Have you ever seen the popular movie called The Matrix? In it, the main character Neo realizes that he and everyone else he had ever known had been living in a computer-simulated reality. But even after taking the red pill and waking up from his virtual world, how can he be so sure that this new reality is the real one? Could it be that this new reality of his is also a simulation? In fact, how can anyone tell the difference between simulated reality and a non-simulated one? The short answer is, we cannot. Today we are looking at the simulation hypothesis which suggests that we all might be living in a simulation designed by an advanced civilization with computing power far superior to ours.
The simulation hypothesis was popularized by Nick Bostrum, a philosopher at the University of Oxford, in 2003. He proposed that members of an advanced civilization with enormous computing power may run simulations of their ancestors. Perhaps to learn about their culture and history. If this is the case he reasoned, then they may have run many simulations making a vast majority of minds simulated rather than original. So, there is a high chance that you and everyone you know might be just a simulation. Do not buy it? There is more!

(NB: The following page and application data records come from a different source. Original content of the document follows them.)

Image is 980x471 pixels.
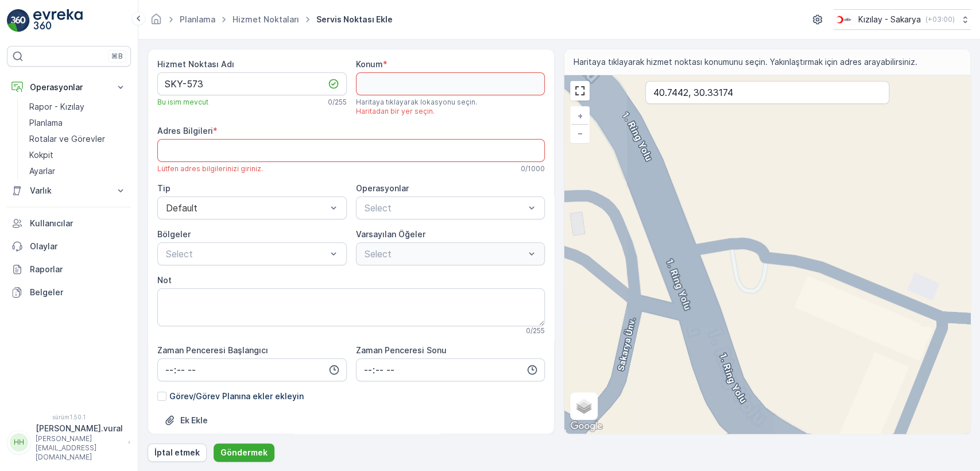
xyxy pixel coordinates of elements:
[158,275,172,285] font: Not
[150,17,162,27] a: Ana sayfa
[332,98,334,106] font: /
[7,258,131,281] a: Raporlar
[356,229,426,239] font: Varsayılan Öğeler
[30,218,73,228] font: Kullanıcılar
[158,229,191,239] font: Bölgeler
[571,393,596,418] a: Katmanlar
[166,247,326,261] p: Select
[645,81,888,104] input: Adrese göre ara
[356,98,477,106] font: Haritaya tıklayarak lokasyonu seçin.
[316,15,392,24] font: Servis Noktası Ekle
[30,241,57,251] font: Olaylar
[571,107,588,124] a: Yakınlaştır
[567,418,605,434] a: Bu alanı Google Haritalar'da açın (yeni bir pencere açılır)
[30,287,63,297] font: Belgeler
[36,423,123,433] font: [PERSON_NAME].vural
[25,163,131,179] a: Ayarlar
[29,102,84,111] font: Rapor - Kızılay
[356,59,383,69] font: Konum
[573,57,918,67] font: Haritaya tıklayarak hizmet noktası konumunu seçin. Yakınlaştırmak için adres arayabilirsiniz.
[525,164,527,173] font: /
[567,418,605,434] img: Google
[356,107,434,116] font: Haritadan bir yer seçin.
[233,15,299,24] a: Hizmet Noktaları
[25,131,131,147] a: Rotalar ve Görevler
[29,118,62,128] font: Planlama
[29,150,53,160] font: Kokpit
[220,447,267,457] font: Göndermek
[7,212,131,235] a: Kullanıcılar
[180,15,215,24] a: Planlama
[158,59,234,69] font: Hizmet Noktası Adı
[925,15,927,23] font: (
[30,186,52,196] font: Varlık
[577,128,583,138] font: −
[521,164,525,173] font: 0
[25,98,131,115] a: Rapor - Kızılay
[7,422,131,462] button: HH[PERSON_NAME].vural[PERSON_NAME][EMAIL_ADDRESS][DOMAIN_NAME]
[36,434,96,461] font: [PERSON_NAME][EMAIL_ADDRESS][DOMAIN_NAME]
[328,98,332,106] font: 0
[111,52,123,61] font: ⌘B
[531,326,533,335] font: /
[29,134,105,144] font: Rotalar ve Görevler
[571,124,588,142] a: Uzaklaştır
[833,13,854,26] img: k%C4%B1z%C4%B1lay_DTAvauz.png
[158,126,213,136] font: Adres Bilgileri
[858,15,921,24] font: Kızılay - Sakarya
[25,115,131,131] a: Planlama
[952,15,955,23] font: )
[30,264,62,274] font: Raporlar
[927,15,952,23] font: +03:00
[7,281,131,304] a: Belgeler
[7,179,131,202] button: Varlık
[334,98,346,106] font: 255
[69,414,86,420] font: 1.50.1
[33,9,82,32] img: logo_light-DOdMpM7g.png
[25,147,131,163] a: Kokpit
[180,415,208,425] font: Ek Ekle
[577,111,582,120] font: +
[7,235,131,258] a: Olaylar
[53,414,69,420] font: sürüm
[30,82,82,92] font: Operasyonlar
[148,443,207,462] button: İptal etmek
[526,326,531,335] font: 0
[170,391,304,401] font: Görev/Görev Planına ekler ekleyin
[364,201,525,215] p: Select
[158,164,263,173] font: Lütfen adres bilgilerinizi giriniz.
[158,345,268,355] font: Zaman Penceresi Başlangıcı
[158,183,170,193] font: Tip
[14,438,24,446] font: HH
[356,345,447,355] font: Zaman Penceresi Sonu
[533,326,545,335] font: 255
[154,447,199,457] font: İptal etmek
[571,82,588,99] a: Tam Ekranı Görüntüle
[7,76,131,98] button: Operasyonlar
[29,166,55,176] font: Ayarlar
[213,443,275,462] button: Göndermek
[356,183,409,193] font: Operasyonlar
[833,9,971,30] button: Kızılay - Sakarya(+03:00)
[527,164,545,173] font: 1000
[7,9,30,32] img: logo
[158,411,215,430] button: Dosya Yükle
[158,98,208,106] font: Bu isim mevcut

According to Elon Musk, if we look at games just a few decades ago like Pong, it consisted of only two rectangles and a dot. But today, games have become very realistic with 3D modeling and are only improving further. So, with virtual reality and other advancements, it seems likely that we will be able to simulate every detail of our minds and bodies very accurately in a few thousand years if we don’t go extinct by then. So games will become indistinguishable from reality with an enormous number of these games. And if this is the case he argues, “then the odds that we are in base reality are 1 in billions”.
There are other reasons to think we might be in a simulation. For example, the more we learn about the universe, the more it appears to be based on mathematical laws. Max Tegmark, a cosmologist at MIT argues that our universe is exactly like a computer game which is defined by mathematical laws. So for him, we may be just characters in a computer game discovering the rules of our own universe.